Brokers Rebating ATM Fees For High-Net-Worth Clients

Free ATM access is the latest perk being offered to retail investors as brokers battle to hold onto their assets.

Last week San Francisco-based Charles Schwab & Co. announced it will pay rebates on ATM fees to a select group of customers.

And Merrill Lynch & Co. on Tuesday announced a similar step, part of a broad restructuring of the New York firm's brokerage strategy. The announcement came as the full-service broker-dealer unveiled plans to get into the ring with Schwab as a discount broker.

Merrill's service, part of a Visa Signature card rewards program, is being be offered to investors with $100,000 or more to invest in a new no- commission account. The account, to be launched next month, will charge a $1,500 annual fee and be priced according to household assets.

Schwab, meanwhile, will offer its rebate to clients with $100,000 or more invested with the firm or who make at least 12 commission-based trades a year.

The rebate will be available to clients who have both a Schwab One investment account and a Schwab Access account, which provides on-line checking, electronic bill payment, and a Schwab Gold Visa debit card for ATM use.

About 10% of Schwab's clients are eligible. The brokerage has six million accounts, with $542 billion of assets.

To Schwab, picking up the ATM tab is worth the extra fee income because it helps attract high-net-worth clients, said Elizabeth M. Stelluto, senior vice president of asset and cash management products.

"We can increase the share of wallet they hold at Schwab," Ms. Stelluto said, because the pampered clients "become less likely to look elsewhere for services."

Schwab has gone as low as it can or wants to go in outdoing other brokerages on cheap commissions, said Les Dinkin, managing principal of NBW Consulting in Westport, Conn.

"Schwab has positioned itself as being above the melee in terms of competing on price. It tends to compete more in terms of value and service," Mr. Dinkin said.

Though ATM fees are more of an annoyance than a burden on wealthy customers, the strategy behind the rebate is to cater to the best clients, thereby encouraging them to move more money to the brokerage.

"Just because people are affluent doesn't mean that they don't care about paying fees," he said.

In that vein, Fidelity Investments on May 4 started offering to pay a $75 annual fee on the Fidelity American Express Gold Card for approved brokerage customers with cash management accounts with minimum balances of $30,000. Purchases and withdrawals are debited from the cash management account.

Other financial institutions with few or no ATMs have offered rebates on surcharges to customers who rely on so-called "foreign" cash dispensers, including USAA Federal Savings Bank and Telebank.

Most full-service brokerages offer debit cards, but discount brokerages have tended not to push them, said Bill Burnham, an electronic commerce analyst at Credit Suisse First Boston in San Francisco.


> **TASK ITEM**
Below are records; copy every line in them that holds the word "middle".

***** THE INPUT *****

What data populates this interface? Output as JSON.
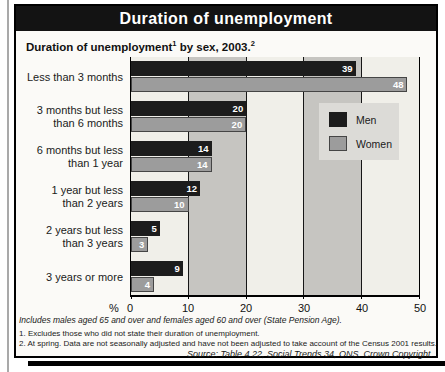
{
  "page": {
    "header": {
      "title": "Duration of unemployment"
    },
    "subtitle": {
      "text1": "Duration of unemployment",
      "sup1": "1",
      "text2": " by sex, 2003.",
      "sup2": "2"
    },
    "axis": {
      "percent_label": "%"
    },
    "footnotes": {
      "note_italic": "Includes males aged 65 and over and females aged 60 and over (State Pension Age).",
      "footnote1": "1. Excludes those who did not state their duration of unemployment.",
      "footnote2": "2. At spring. Data are not seasonally adjusted and have not been adjusted to take account of the Census 2001 results.",
      "source": "Source: Table 4.22, Social Trends 34, ONS. Crown Copyright."
    }
  },
  "chart_data": {
    "type": "bar",
    "orientation": "horizontal",
    "categories": [
      "Less than 3 months",
      "3 months but less than 6 months",
      "6 months but less than 1 year",
      "1 year but less than 2 years",
      "2 years but less than 3 years",
      "3 years or more"
    ],
    "category_label_lines": [
      [
        "Less than 3 months"
      ],
      [
        "3 months but less",
        "than 6 months"
      ],
      [
        "6 months but less",
        "than 1 year"
      ],
      [
        "1 year but less",
        "than 2 years"
      ],
      [
        "2 years but less",
        "than 3 years"
      ],
      [
        "3 years or more"
      ]
    ],
    "series": [
      {
        "name": "Men",
        "color": "#1c1c1c",
        "values": [
          39,
          20,
          14,
          12,
          5,
          9
        ]
      },
      {
        "name": "Women",
        "color": "#9c9c9c",
        "values": [
          48,
          20,
          14,
          10,
          3,
          4
        ]
      }
    ],
    "xlabel": "%",
    "xlim": [
      0,
      50
    ],
    "xticks": [
      0,
      10,
      20,
      30,
      40,
      50
    ],
    "grid": "vertical-black-lines",
    "legend_position": "inside-right",
    "band_colors": [
      "#f0efe9",
      "#c6c5c1"
    ],
    "value_labels": "inside-bar-end-white"
  }
}
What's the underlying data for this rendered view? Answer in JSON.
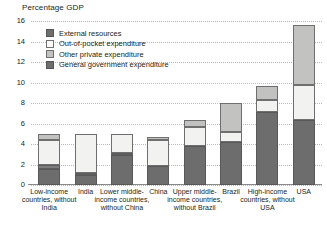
{
  "chart_data": {
    "type": "bar",
    "title": "Percentage GDP",
    "ylabel": "Percentage GDP",
    "xlabel": "",
    "ylim": [
      0,
      16
    ],
    "yticks": [
      0,
      2,
      4,
      6,
      8,
      10,
      12,
      14,
      16
    ],
    "ytick_labels": [
      "0",
      "2",
      "4",
      "6",
      "8",
      "10",
      "12",
      "14",
      "16"
    ],
    "grid": true,
    "stacked": true,
    "legend_position": "upper-left-inside",
    "categories": [
      "Low-income countries, without India",
      "India",
      "Lower middle-income countries, without China",
      "China",
      "Upper middle-income countries, without Brazil",
      "Brazil",
      "High-income countries, without USA",
      "USA"
    ],
    "series": [
      {
        "name": "General government expenditure",
        "color": "#6d6d6d",
        "values": [
          1.6,
          1.0,
          2.9,
          1.9,
          3.8,
          4.2,
          7.1,
          6.3
        ]
      },
      {
        "name": "External resources",
        "color": "#7d7d7d",
        "values": [
          0.4,
          0.15,
          0.25,
          0.0,
          0.0,
          0.0,
          0.0,
          0.0
        ]
      },
      {
        "name": "Out-of-pocket expenditure",
        "color": "#f2f2f0",
        "values": [
          2.4,
          3.75,
          1.85,
          2.5,
          1.9,
          1.0,
          1.2,
          3.5
        ]
      },
      {
        "name": "Other private expenditure",
        "color": "#c2c2c0",
        "values": [
          0.6,
          0.0,
          0.0,
          0.3,
          0.6,
          2.8,
          1.4,
          5.8
        ]
      }
    ],
    "totals": [
      5.0,
      4.9,
      5.0,
      4.7,
      6.3,
      8.0,
      9.7,
      15.6
    ]
  },
  "legend": {
    "items": [
      {
        "label": "External resources",
        "swatch": "ext"
      },
      {
        "label": "Out-of-pocket expenditure",
        "swatch": "oop"
      },
      {
        "label": "Other private expenditure",
        "swatch": "oth"
      },
      {
        "label": "General government expenditure",
        "swatch": "gov"
      }
    ]
  }
}
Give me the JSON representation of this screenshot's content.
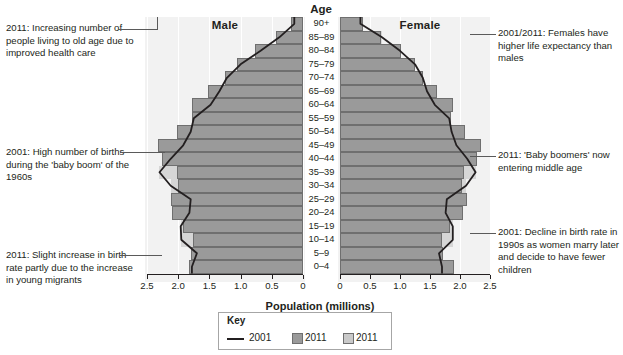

*****

> **ANSWER TO THE EXERCISE**
      "Lower middle-income countries, without China",
      "Upper middle-income countries, without Brazil",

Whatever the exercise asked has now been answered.